How containers extend the idea
Modern containers start with the same idea as chroot — every container needs its own root filesystem. But container runtimes don’t stop there. Instead, they isolate almost every major resource in Linux.
For example:

Figure 10: Table showing the difference in isolation in chroot vs in containers
Containers achieve this by combining several Linux kernel features.
The most important ones are:
Mount namespaces
PID namespaces
Network namespaces
User namespaces
UTS namespaces
IPC namespaces
cgroups
Each feature isolates one part of the operating system. Together, they create what feels like a completely separate machine.
I am not trying to paint chroot as obsolete. All I am trying to show is that it simply became one piece of a much larger system.
Following a file lookup
Let's revisit the idea that started this article.
Suppose Bash needs to open:
/etc/passwdWithout chroot, the kernel resolves the path like this.
/
↓
etc
↓
passwdAfter chroot, the kernel starts somewhere else.
min
↓
etc
↓
passwdModern containers perform a similar operation. The difference is that the process is also placed inside its own mount namespace, having its own view of mounted filesystems.
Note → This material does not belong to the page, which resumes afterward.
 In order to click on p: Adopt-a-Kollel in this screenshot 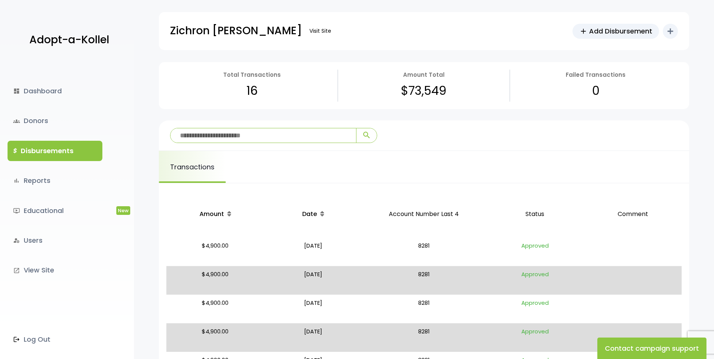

So instead of merely changing the starting directory, the process receives an entirely different filesystem hierarchy.
That’s one reason containers are much harder to escape.
Where chroot is still used today
Although containers have become the standard way to isolate applications, chroot is still widely used.
For example, Linux administrators commonly use it when repairing systems that no longer boot. This technique has been used for decades and remains one of the most effective ways to recover Linux systems.
Another common use is package building.
Distribution maintainers frequently build software inside isolated root filesystems to ensure that packages don’t accidentally depend on software installed on the developer’s workstation.
Many continuous integration systems use the same idea.
Key takeaways
Before moving on, make sure these ideas are clear.
chrootstands for change root.It changes where the kernel begins resolving absolute paths.
A root filesystem is simply a collection of files expected by Linux user space.
debootstrapcreates a Debian or Ubuntu root filesystem without installing an operating system.chrootdoes not start a new kernel.Every process inside the
chrootstill shares the host kernel.Virtual filesystems such as
/proc,/sys, and/devare provided by the running kernel and usually need to be mounted into the new root.Containers build upon the same concept but add isolation for processes, networking, users, hostnames, IPC, and resources.
If you remember only one sentence from this article, remember this:
chroot doesn’t create another operating system. It changes a process’s view of where the operating system begins.
Once that idea clicks, many of the design decisions behind modern Linux containers become much easier to understand.